Despite official claims of new hires, Iran faces a widening gap in teachers, classrooms, and educational funding—placing the country’s human capital at profound risk.
A School System Reduced to Buildings Without Education
According to Bahar News, Iran’s education crisis is no longer a looming threat—it is an ongoing collapse. The new school year has already reached its midpoint, yet in a public high school in southeast Tehran, math classes are still left without teachers. Every morning, the school’s deputy administrator searches the grounds hoping to find “anyone” who can simply walk into the classroom.
This scene is not an exception. It is the new normal.
The Parliament Research Center officially estimated that for the 1403–1404 school year, Iran would face a shortage of 176,000 teachers, even under the most optimistic scenario that includes rehiring retirees and relying heavily on part-time instructors.
At the same time, around 72,000 teachers retired by Mehr 1403 (September 2024). The year before, the regime’s Ministry of Education reported a shortage of 179,000 teachers, partially covered through emergency hiring—at the cost of severely overcrowded classrooms.
A Severe Classroom Deficit: Schools Without Space
Beyond the lack of teachers, a structural crisis of space hangs over Iran’s schools. According to the School Renovation Organization, the country faces an accumulated shortage of 102,000 classrooms. With 13.5 million students and over 534,000 active classrooms, capacity has long been surpassed.
This means more double-shift schools, more cancelled lessons, and less learning time for millions of children.
A Crisis Decades in the Making
The teacher shortage is not the result of a single year or a single administration. It is the outcome of a long-term demographic and policy failure—what experts call a “reverse scissor effect.”
On the one hand, Iran is witnessing a massive wave of teacher retirements. On the other, the country’s teacher-training universities—Farhangian University and Shahid Rajaee University—can graduate only about 20,000 new teachers annually, far below the number required to maintain staffing levels.
This gap widens every year.
Hiring of new teachers began declining in the mid-1990s and sharply worsened by the mid-2010s, eventually turning into a nationwide crisis. Despite numerous government plans to address the issue in recent years, none have succeeded in closing the gap. Provinces such as Tehran, Alborz, Khuzestan, and Sistan and Baluchestan continue to report the most severe shortages.
Teachers Living Below the Poverty Line
Teacher livelihoods have become a “deadlocked knot.” Even with formal wage increases, the average monthly salary for teachers remains around 15 to 20 million tomans, far below the urban poverty line. This has turned “education under the teacher poverty line” into a widely discussed reality.
As salaries stagnate and inflation rises, more educators are filing early retirement requests or leaving public schools for the private sector, where conditions—while still difficult—may offer slightly better compensation.

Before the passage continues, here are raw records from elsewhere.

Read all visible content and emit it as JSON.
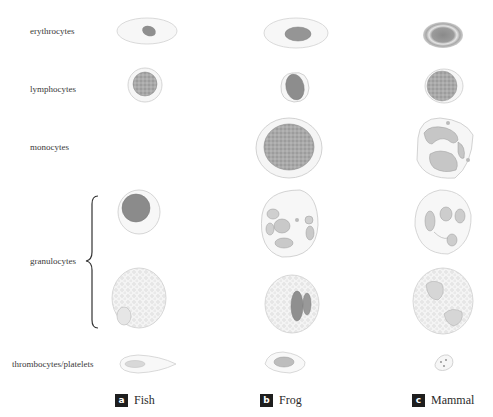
{
  "rows": [
    {
      "label": "erythrocytes"
    },
    {
      "label": "lymphocytes"
    },
    {
      "label": "monocytes"
    },
    {
      "label": "granulocytes"
    },
    {
      "label": "thrombocytes/platelets"
    }
  ],
  "columns": [
    {
      "badge": "a",
      "label": "Fish"
    },
    {
      "badge": "b",
      "label": "Frog"
    },
    {
      "badge": "c",
      "label": "Mammal"
    }
  ],
  "colors": {
    "cell_outline": "#c8c8c8",
    "cytoplasm": "#f6f6f6",
    "nucleus": "#8f8f8f",
    "nucleus_light": "#b5b5b5",
    "badge_bg": "#1e1e1e"
  }
}
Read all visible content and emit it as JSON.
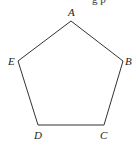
{
  "diagram": {
    "top_fragment": "g p",
    "vertices": [
      {
        "label": "A",
        "x": 71,
        "y": 21,
        "lx": 68,
        "ly": 16
      },
      {
        "label": "B",
        "x": 123,
        "y": 61,
        "lx": 125,
        "ly": 65
      },
      {
        "label": "C",
        "x": 104,
        "y": 125,
        "lx": 100,
        "ly": 139
      },
      {
        "label": "D",
        "x": 38,
        "y": 125,
        "lx": 34,
        "ly": 139
      },
      {
        "label": "E",
        "x": 18,
        "y": 61,
        "lx": 8,
        "ly": 65
      }
    ],
    "stroke_color": "#333333"
  }
}
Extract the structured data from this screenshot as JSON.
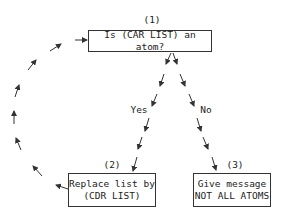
{
  "nodes": [
    {
      "id": "1",
      "number": "(1)",
      "lines": [
        "Is (CAR LIST) an atom?"
      ]
    },
    {
      "id": "2",
      "number": "(2)",
      "lines": [
        "Replace list by",
        "(CDR LIST)"
      ]
    },
    {
      "id": "3",
      "number": "(3)",
      "lines": [
        "Give message",
        "NOT ALL ATOMS"
      ]
    }
  ],
  "edges": [
    {
      "from": "1",
      "to": "2",
      "label": "Yes",
      "style": "dashed-arrow"
    },
    {
      "from": "1",
      "to": "3",
      "label": "No",
      "style": "dashed-arrow"
    },
    {
      "from": "2",
      "to": "1",
      "label": "",
      "style": "dashed-arrow-loop"
    }
  ]
}
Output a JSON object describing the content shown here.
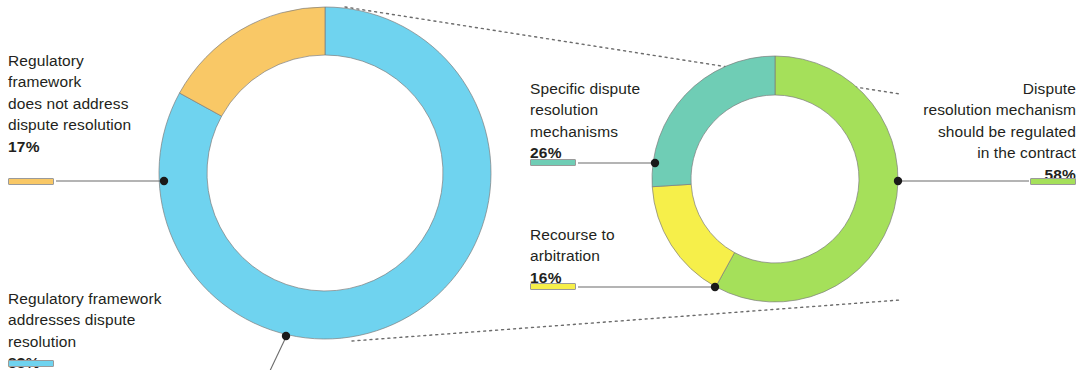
{
  "figure": {
    "type": "two-donut-breakout",
    "background": "#ffffff"
  },
  "colors": {
    "blue": "#6fd3ef",
    "orange": "#f9c866",
    "green": "#a5e05a",
    "teal": "#6fcdb5",
    "yellow": "#f6ef4a",
    "leader_line": "#6b6b6b",
    "dotted_line": "#6b6b6b",
    "text": "#231f20"
  },
  "labels": {
    "left_top": {
      "text": "Regulatory\nframework\ndoes not address\ndispute resolution",
      "percent": "17%",
      "swatch": "#f9c866"
    },
    "left_bottom": {
      "text": "Regulatory framework\naddresses dispute\nresolution",
      "percent": "83%",
      "swatch": "#6fd3ef"
    },
    "mid_top": {
      "text": "Specific dispute\nresolution\nmechanisms",
      "percent": "26%",
      "swatch": "#6fcdb5"
    },
    "mid_bottom": {
      "text": "Recourse to\narbitration",
      "percent": "16%",
      "swatch": "#f6ef4a"
    },
    "right": {
      "text": "Dispute\nresolution mechanism\nshould be regulated\nin the contract",
      "percent": "58%",
      "swatch": "#a5e05a"
    }
  },
  "chart_data": [
    {
      "type": "pie",
      "id": "left-donut",
      "title": "",
      "donut": true,
      "center": [
        325,
        173
      ],
      "outer_radius": 166,
      "inner_radius": 118,
      "start_angle_deg": -90,
      "labels": [
        "Regulatory framework addresses dispute resolution",
        "Regulatory framework does not address dispute resolution"
      ],
      "values": [
        83,
        17
      ],
      "value_unit": "%",
      "colors": [
        "#6fd3ef",
        "#f9c866"
      ]
    },
    {
      "type": "pie",
      "id": "right-donut",
      "title": "",
      "donut": true,
      "center": [
        775,
        179
      ],
      "outer_radius": 123,
      "inner_radius": 84,
      "start_angle_deg": -90,
      "labels": [
        "Dispute resolution mechanism should be regulated in the contract",
        "Recourse to arbitration",
        "Specific dispute resolution mechanisms"
      ],
      "values": [
        58,
        16,
        26
      ],
      "value_unit": "%",
      "colors": [
        "#a5e05a",
        "#f6ef4a",
        "#6fcdb5"
      ]
    }
  ]
}
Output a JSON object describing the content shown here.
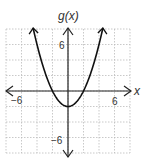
{
  "chart_data": {
    "type": "line",
    "title": "g(x)",
    "xlabel": "x",
    "ylabel": "g(x)",
    "xlim": [
      -8,
      8
    ],
    "ylim": [
      -8,
      8
    ],
    "grid": true,
    "grid_step": 2,
    "tick_labels": {
      "x": [
        "-6",
        "6"
      ],
      "y": [
        "6",
        "-6"
      ]
    },
    "function": "g(x) = 0.5x^2 - 2",
    "vertex": [
      0,
      -2
    ],
    "x_intercepts": [
      -2,
      2
    ],
    "series": [
      {
        "name": "g(x)",
        "x": [
          -4.5,
          -4,
          -3,
          -2,
          -1,
          0,
          1,
          2,
          3,
          4,
          4.5
        ],
        "values": [
          8.125,
          6,
          2.5,
          0,
          -1.5,
          -2,
          -1.5,
          0,
          2.5,
          6,
          8.125
        ]
      }
    ]
  },
  "labels": {
    "y_axis": "g(x)",
    "x_axis": "x",
    "x_neg": "−6",
    "x_pos": "6",
    "y_pos": "6",
    "y_neg": "−6"
  }
}
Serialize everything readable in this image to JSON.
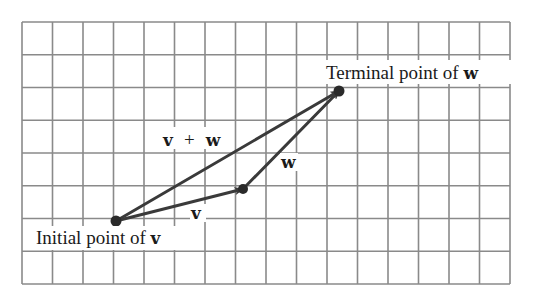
{
  "figure": {
    "grid": {
      "columns": 16,
      "rows": 8,
      "left": 22,
      "top": 22,
      "right": 510,
      "bottom": 284,
      "line_color": "#8a8a8a"
    },
    "points": {
      "initial_v": {
        "x": 116,
        "y": 221
      },
      "terminal_v_initial_w": {
        "x": 243,
        "y": 189
      },
      "terminal_w": {
        "x": 339,
        "y": 91
      }
    },
    "vectors": [
      {
        "name": "v",
        "from": "initial_v",
        "to": "terminal_v_initial_w"
      },
      {
        "name": "w",
        "from": "terminal_v_initial_w",
        "to": "terminal_w"
      },
      {
        "name": "v + w",
        "from": "initial_v",
        "to": "terminal_w"
      }
    ],
    "labels": {
      "sum_v": "v",
      "sum_plus": "+",
      "sum_w": "w",
      "w_vector": "w",
      "v_vector": "v",
      "terminal_prefix": "Terminal point of ",
      "terminal_var": "w",
      "initial_prefix": "Initial point of ",
      "initial_var": "v"
    },
    "vector_color": "#3a3a3a"
  }
}
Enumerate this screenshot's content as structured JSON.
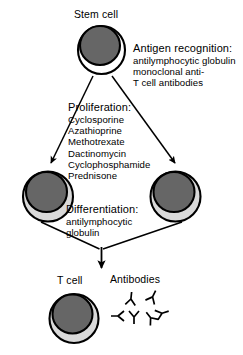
{
  "diagram": {
    "colors": {
      "cell_fill": "#666666",
      "cell_rim": "#d9d9d9",
      "outline": "#000000",
      "background": "#ffffff",
      "text": "#000000"
    }
  },
  "nodes": {
    "stem_cell": {
      "label": "Stem cell"
    },
    "t_cell": {
      "label": "T cell"
    },
    "antibodies": {
      "label": "Antibodies"
    }
  },
  "annotations": {
    "antigen_recognition": {
      "title": "Antigen recognition:",
      "lines": [
        "antilymphocytic globulin",
        "monoclonal anti-",
        "T cell antibodies"
      ]
    },
    "proliferation": {
      "title": "Proliferation:",
      "lines": [
        "Cyclosporine",
        "Azathioprine",
        "Methotrexate",
        "Dactinomycin",
        "Cyclophosphamide",
        "Prednisone"
      ]
    },
    "differentiation": {
      "title": "Differentiation:",
      "lines": [
        "antilymphocytic",
        "globulin"
      ]
    }
  }
}
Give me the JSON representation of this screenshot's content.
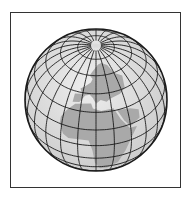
{
  "figure": {
    "type": "orthographic-globe",
    "frame": {
      "x": 10,
      "y": 12,
      "width": 171,
      "height": 176
    },
    "globe": {
      "center_x": 96,
      "center_y": 100,
      "radius": 71,
      "tilt_deg": 40,
      "graticule_step_deg": 15
    },
    "colors": {
      "background": "#ffffff",
      "frame_border": "#333333",
      "ocean": "#dcdcdc",
      "land": "#a9a9a9",
      "graticule": "#1a1a1a",
      "pole_highlight": "#f0f0f0"
    }
  }
}
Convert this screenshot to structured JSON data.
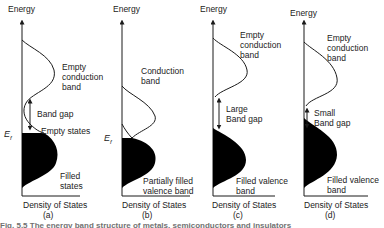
{
  "diagram": {
    "type": "band-structure-density-of-states",
    "panels": [
      {
        "id": "a",
        "tag": "(a)",
        "y_axis_label": "Energy",
        "x_axis_label": "Density of States",
        "fermi_label": "E",
        "fermi_sub": "f",
        "upper_band_label": "Empty\nconduction\nband",
        "gap_label": "Band gap",
        "extra_label": "Empty states",
        "lower_band_label": "Filled\nstates"
      },
      {
        "id": "b",
        "tag": "(b)",
        "y_axis_label": "Energy",
        "x_axis_label": "Density of States",
        "fermi_label": "E",
        "fermi_sub": "f",
        "upper_band_label": "Conduction\nband",
        "lower_band_label": "Partially filled\nvalence band"
      },
      {
        "id": "c",
        "tag": "(c)",
        "y_axis_label": "Energy",
        "x_axis_label": "Density of States",
        "upper_band_label": "Empty\nconduction\nband",
        "gap_label": "Large\nBand gap",
        "lower_band_label": "Filled valence\nband"
      },
      {
        "id": "d",
        "tag": "(d)",
        "y_axis_label": "Energy",
        "x_axis_label": "Density of States",
        "upper_band_label": "Empty\nconduction\nband",
        "gap_label": "Small\nBand gap",
        "lower_band_label": "Filled valence\nband"
      }
    ],
    "caption": "Fig. 5.5 The energy band structure of metals, semiconductors and insulators",
    "colors": {
      "line": "#1a1a1a",
      "fill": "#000000",
      "background": "#ffffff"
    }
  }
}
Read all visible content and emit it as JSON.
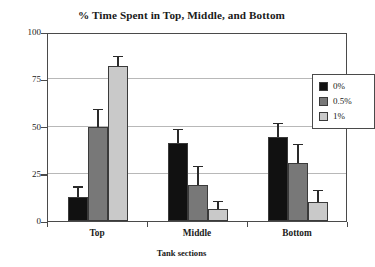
{
  "chart_data": {
    "type": "bar",
    "title": "% Time Spent in Top, Middle, and Bottom",
    "xlabel": "Tank sections",
    "ylabel": "% time",
    "categories": [
      "Top",
      "Middle",
      "Bottom"
    ],
    "ylim": [
      0,
      100
    ],
    "yticks": [
      0,
      25,
      50,
      75,
      100
    ],
    "ytick_labels": [
      "0",
      "25",
      "50",
      "75",
      "100"
    ],
    "grid": "horizontal",
    "legend_position": "top-right",
    "series": [
      {
        "name": "0%",
        "color": "#111111",
        "values": [
          12.5,
          41.5,
          44.5
        ],
        "errors": [
          5.5,
          7.0,
          7.0
        ]
      },
      {
        "name": "0.5%",
        "color": "#787878",
        "values": [
          50.0,
          19.0,
          30.5
        ],
        "errors": [
          9.0,
          10.0,
          10.0
        ]
      },
      {
        "name": "1%",
        "color": "#c9c9c9",
        "values": [
          82.0,
          6.5,
          10.0
        ],
        "errors": [
          5.0,
          4.0,
          6.0
        ]
      }
    ]
  }
}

Governance Failure, Not Just a Lack of Personnel
While the government portrays the problem as a temporary shortage of teachers, the crisis is rooted in persistent mismanagement and inadequate budgeting. Even the largest hiring claims of 2024—72,000 new recruits plus 20,000 university graduates—barely made a dent in the shortfall. The system continues to lose experienced educators faster than it can replace them.
In this deteriorating environment, millions of students—particularly in public schools—bear the consequences of a system unable to uphold even the most basic standards of education.
A Human Capital Threat With Long-Term Consequences
Iran’s education crisis is not merely an administrative challenge. It is a direct threat to the country’s human capital, social stability, and long-term development. Schools that operate without enough teachers, without adequate classrooms, and without sustainable budgets cannot prepare the next generation for any meaningful future.
The warning from Bahar News is stark: when a school is reduced to just a building, the entire society pays the price.